Tim Cherry resides in Branson, Missouri, yet his creative journey started much farther north of the Ozarks. Canadian born, Cherry worked as a fishing and hunting guide before the age of 20. He explored many miles on horseback in the remote northern areas of British Columbia, Yukon and the Northwest Territories. His experiences and interactions with wildlife as an outdoor enthusiast and taxidermist will influence his work for a lifetime.
For over 30 years, Cherry has continued to show and appear in nationally recognized art shows, museums and galleries. His work is currently in the Society of Animal Artists 63rd annual exhibition and tour and the National Sculpture Society’s 2024 awards exhibition. Cherry has also been featured in Best of the Best — Woolaroc Museum in Bartlesville, Oklahoma; Masters of the American West — Autry Museum of the American West, Los Angeles, California; Night of Artists — Briscoe Museum in San Antonio, Texas; Quest for the West — Eiteljorg Museum in Indianapolis, Indiana, and Western Visions — National Museum of Wildlife Art in Jackson, Wyoming.
Cherry has received several prestigious national awards including the Major General and Mrs. Don D. Pittman Wildlife Award at the 2023 Prix de West as well as the James Earle Fraser Sculpture Award at Prix de West in 2001; in 2010, Cherry designed the Prix de West collectors’ bolo. Recent articles about Cherry have appeared in Art of the West and Fine Art Connoisseur.
Cherry has numerous public installations placed throughout the nation, most recently: three pieces added to the Garvan Woodland Gardens — bringing the total number of Cherry’s pieces there to eight; three pieces added to the Joplin Rotary Sculpture Garden in Mercy Park, Joplin, Missouri — bringing the total number of Cherry sculptures there to five; plus the addition of a hippopotamus sculpture to the Benson Sculpture Park in Loveland, Colorado — bringing to three the Cherry sculptures there.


■ What is expected ■
Print all the data that follows exactly, images excluded.

Figure collection entries
---

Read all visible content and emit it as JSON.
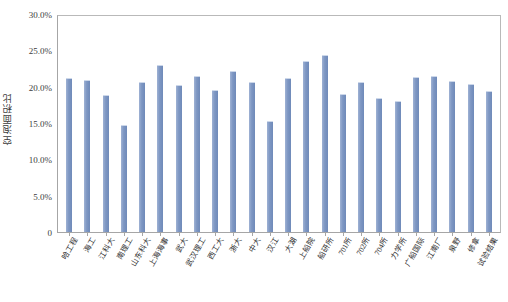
{
  "chart_data": {
    "type": "bar",
    "title": "",
    "xlabel": "",
    "ylabel": "空泡面积比",
    "ylim": [
      0,
      30
    ],
    "ytick_labels": [
      "30.0%",
      "25.0%",
      "20.0%",
      "15.0%",
      "10.0%",
      "5.0%",
      "0"
    ],
    "ytick_values": [
      30,
      25,
      20,
      15,
      10,
      5,
      0
    ],
    "yaxis_unit": "%",
    "grid": false,
    "legend": false,
    "bar_color": "#7e97c3",
    "categories": [
      "哈工程",
      "海工",
      "江科大",
      "南理工",
      "山东科大",
      "上海海事",
      "武大",
      "武汉理工",
      "西工大",
      "浙大",
      "中大",
      "汉江",
      "大湖",
      "上船院",
      "船研所",
      "701所",
      "702所",
      "704所",
      "力学所",
      "广船国际",
      "江南厂",
      "泉野",
      "修拿",
      "试验结果"
    ],
    "values": [
      21.0,
      20.8,
      18.7,
      14.6,
      20.5,
      22.8,
      20.1,
      21.3,
      19.4,
      22.0,
      20.5,
      15.1,
      21.1,
      23.4,
      24.2,
      18.8,
      20.5,
      18.3,
      17.9,
      21.2,
      21.4,
      20.7,
      20.2,
      19.2
    ]
  }
}
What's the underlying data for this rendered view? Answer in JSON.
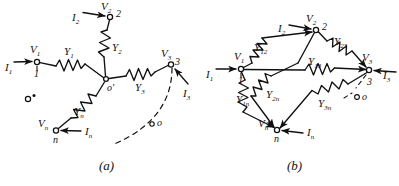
{
  "figure": {
    "type": "circuit-diagram",
    "stroke_color": "#111111",
    "background_color": "#ffffff",
    "panels": [
      {
        "id": "a",
        "caption": "(a)",
        "topology": "star / wye network with common node o-prime",
        "center_node": "o'",
        "reference_point": "o",
        "dashed_arc_label": "o",
        "terminals": [
          {
            "node": "1",
            "voltage": "V",
            "voltage_sub": "1",
            "current": "I",
            "current_sub": "1",
            "admittance": "Y",
            "admittance_sub": "1"
          },
          {
            "node": "2",
            "voltage": "V",
            "voltage_sub": "2",
            "current": "I",
            "current_sub": "2",
            "admittance": "Y",
            "admittance_sub": "2"
          },
          {
            "node": "3",
            "voltage": "V",
            "voltage_sub": "3",
            "current": "I",
            "current_sub": "3",
            "admittance": "Y",
            "admittance_sub": "3"
          },
          {
            "node": "n",
            "voltage": "V",
            "voltage_sub": "n",
            "current": "I",
            "current_sub": "n",
            "admittance": "Y",
            "admittance_sub": "n"
          }
        ]
      },
      {
        "id": "b",
        "caption": "(b)",
        "topology": "mesh / delta network with node n",
        "reference_point": "o",
        "terminals": [
          {
            "node": "1",
            "voltage": "V",
            "voltage_sub": "1",
            "current": "I",
            "current_sub": "1"
          },
          {
            "node": "2",
            "voltage": "V",
            "voltage_sub": "2",
            "current": "I",
            "current_sub": "2"
          },
          {
            "node": "3",
            "voltage": "V",
            "voltage_sub": "3",
            "current": "I",
            "current_sub": "3"
          },
          {
            "node": "n",
            "voltage": "V",
            "voltage_sub": "n",
            "current": "I",
            "current_sub": "n"
          }
        ],
        "branches": [
          {
            "admittance": "Y",
            "admittance_sub": "12",
            "between": "1-2"
          },
          {
            "admittance": "Y",
            "admittance_sub": "23",
            "between": "2-3"
          },
          {
            "admittance": "Y",
            "admittance_sub": "13",
            "between": "1-3"
          },
          {
            "admittance": "Y",
            "admittance_sub": "1n",
            "between": "1-n"
          },
          {
            "admittance": "Y",
            "admittance_sub": "2n",
            "between": "2-n"
          },
          {
            "admittance": "Y",
            "admittance_sub": "3n",
            "between": "3-n"
          }
        ]
      }
    ],
    "labels": {
      "a": {
        "I1": "I",
        "I1_sub": "1",
        "V1": "V",
        "V1_sub": "1",
        "node1": "1",
        "Y1": "Y",
        "Y1_sub": "1",
        "I2": "I",
        "I2_sub": "2",
        "V2": "V",
        "V2_sub": "2",
        "node2": "2",
        "Y2": "Y",
        "Y2_sub": "2",
        "I3": "I",
        "I3_sub": "3",
        "V3": "V",
        "V3_sub": "3",
        "node3": "3",
        "Y3": "Y",
        "Y3_sub": "3",
        "In": "I",
        "In_sub": "n",
        "Vn": "V",
        "Vn_sub": "n",
        "noden": "n",
        "Yn": "Y",
        "Yn_sub": "n",
        "oprime": "o'",
        "oref": "o",
        "oarc": "o",
        "caption": "(a)"
      },
      "b": {
        "I1": "I",
        "I1_sub": "1",
        "V1": "V",
        "V1_sub": "1",
        "node1": "1",
        "I2": "I",
        "I2_sub": "2",
        "V2": "V",
        "V2_sub": "2",
        "node2": "2",
        "I3": "I",
        "I3_sub": "3",
        "V3": "V",
        "V3_sub": "3",
        "node3": "3",
        "In": "I",
        "In_sub": "n",
        "Vn": "V",
        "Vn_sub": "n",
        "noden": "n",
        "Y12": "Y",
        "Y12_sub": "12",
        "Y23": "Y",
        "Y23_sub": "23",
        "Y13": "Y",
        "Y13_sub": "13",
        "Y1n": "Y",
        "Y1n_sub": "1n",
        "Y2n": "Y",
        "Y2n_sub": "2n",
        "Y3n": "Y",
        "Y3n_sub": "3n",
        "oref": "o",
        "caption": "(b)"
      }
    }
  }
}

---

■ Solution to this problem ■
Read all visible content and emit it as JSON.
{
  "chart_data": {
    "type": "bar",
    "title": "",
    "xlabel": "",
    "ylabel": "空泡面积比",
    "ylim": [
      0,
      30
    ],
    "ytick_labels": [
      "30.0%",
      "25.0%",
      "20.0%",
      "15.0%",
      "10.0%",
      "5.0%",
      "0"
    ],
    "ytick_values": [
      30,
      25,
      20,
      15,
      10,
      5,
      0
    ],
    "yaxis_unit": "%",
    "grid": false,
    "legend": false,
    "bar_color": "#7e97c3",
    "categories": [
      "哈工程",
      "海工",
      "江科大",
      "南理工",
      "山东科大",
      "上海海事",
      "武大",
      "武汉理工",
      "西工大",
      "浙大",
      "中大",
      "汉江",
      "大湖",
      "上船院",
      "船研所",
      "701所",
      "702所",
      "704所",
      "力学所",
      "广船国际",
      "江南厂",
      "泉野",
      "修拿",
      "试验结果"
    ],
    "values": [
      21.0,
      20.8,
      18.7,
      14.6,
      20.5,
      22.8,
      20.1,
      21.3,
      19.4,
      22.0,
      20.5,
      15.1,
      21.1,
      23.4,
      24.2,
      18.8,
      20.5,
      18.3,
      17.9,
      21.2,
      21.4,
      20.7,
      20.2,
      19.2
    ]
  }
}
What's the underlying data for this rendered view? Answer in JSON.
{
  "figure": {
    "type": "circuit-diagram",
    "stroke_color": "#111111",
    "background_color": "#ffffff",
    "panels": [
      {
        "id": "a",
        "caption": "(a)",
        "topology": "star / wye network with common node o-prime",
        "center_node": "o'",
        "reference_point": "o",
        "dashed_arc_label": "o",
        "terminals": [
          {
            "node": "1",
            "voltage": "V",
            "voltage_sub": "1",
            "current": "I",
            "current_sub": "1",
            "admittance": "Y",
            "admittance_sub": "1"
          },
          {
            "node": "2",
            "voltage": "V",
            "voltage_sub": "2",
            "current": "I",
            "current_sub": "2",
            "admittance": "Y",
            "admittance_sub": "2"
          },
          {
            "node": "3",
            "voltage": "V",
            "voltage_sub": "3",
            "current": "I",
            "current_sub": "3",
            "admittance": "Y",
            "admittance_sub": "3"
          },
          {
            "node": "n",
            "voltage": "V",
            "voltage_sub": "n",
            "current": "I",
            "current_sub": "n",
            "admittance": "Y",
            "admittance_sub": "n"
          }
        ]
      },
      {
        "id": "b",
        "caption": "(b)",
        "topology": "mesh / delta network with node n",
        "reference_point": "o",
        "terminals": [
          {
            "node": "1",
            "voltage": "V",
            "voltage_sub": "1",
            "current": "I",
            "current_sub": "1"
          },
          {
            "node": "2",
            "voltage": "V",
            "voltage_sub": "2",
            "current": "I",
            "current_sub": "2"
          },
          {
            "node": "3",
            "voltage": "V",
            "voltage_sub": "3",
            "current": "I",
            "current_sub": "3"
          },
          {
            "node": "n",
            "voltage": "V",
            "voltage_sub": "n",
            "current": "I",
            "current_sub": "n"
          }
        ],
        "branches": [
          {
            "admittance": "Y",
            "admittance_sub": "12",
            "between": "1-2"
          },
          {
            "admittance": "Y",
            "admittance_sub": "23",
            "between": "2-3"
          },
          {
            "admittance": "Y",
            "admittance_sub": "13",
            "between": "1-3"
          },
          {
            "admittance": "Y",
            "admittance_sub": "1n",
            "between": "1-n"
          },
          {
            "admittance": "Y",
            "admittance_sub": "2n",
            "between": "2-n"
          },
          {
            "admittance": "Y",
            "admittance_sub": "3n",
            "between": "3-n"
          }
        ]
      }
    ],
    "labels": {
      "a": {
        "I1": "I",
        "I1_sub": "1",
        "V1": "V",
        "V1_sub": "1",
        "node1": "1",
        "Y1": "Y",
        "Y1_sub": "1",
        "I2": "I",
        "I2_sub": "2",
        "V2": "V",
        "V2_sub": "2",
        "node2": "2",
        "Y2": "Y",
        "Y2_sub": "2",
        "I3": "I",
        "I3_sub": "3",
        "V3": "V",
        "V3_sub": "3",
        "node3": "3",
        "Y3": "Y",
        "Y3_sub": "3",
        "In": "I",
        "In_sub": "n",
        "Vn": "V",
        "Vn_sub": "n",
        "noden": "n",
        "Yn": "Y",
        "Yn_sub": "n",
        "oprime": "o'",
        "oref": "o",
        "oarc": "o",
        "caption": "(a)"
      },
      "b": {
        "I1": "I",
        "I1_sub": "1",
        "V1": "V",
        "V1_sub": "1",
        "node1": "1",
        "I2": "I",
        "I2_sub": "2",
        "V2": "V",
        "V2_sub": "2",
        "node2": "2",
        "I3": "I",
        "I3_sub": "3",
        "V3": "V",
        "V3_sub": "3",
        "node3": "3",
        "In": "I",
        "In_sub": "n",
        "Vn": "V",
        "Vn_sub": "n",
        "noden": "n",
        "Y12": "Y",
        "Y12_sub": "12",
        "Y23": "Y",
        "Y23_sub": "23",
        "Y13": "Y",
        "Y13_sub": "13",
        "Y1n": "Y",
        "Y1n_sub": "1n",
        "Y2n": "Y",
        "Y2n_sub": "2n",
        "Y3n": "Y",
        "Y3n_sub": "3n",
        "oref": "o",
        "caption": "(b)"
      }
    }
  }
}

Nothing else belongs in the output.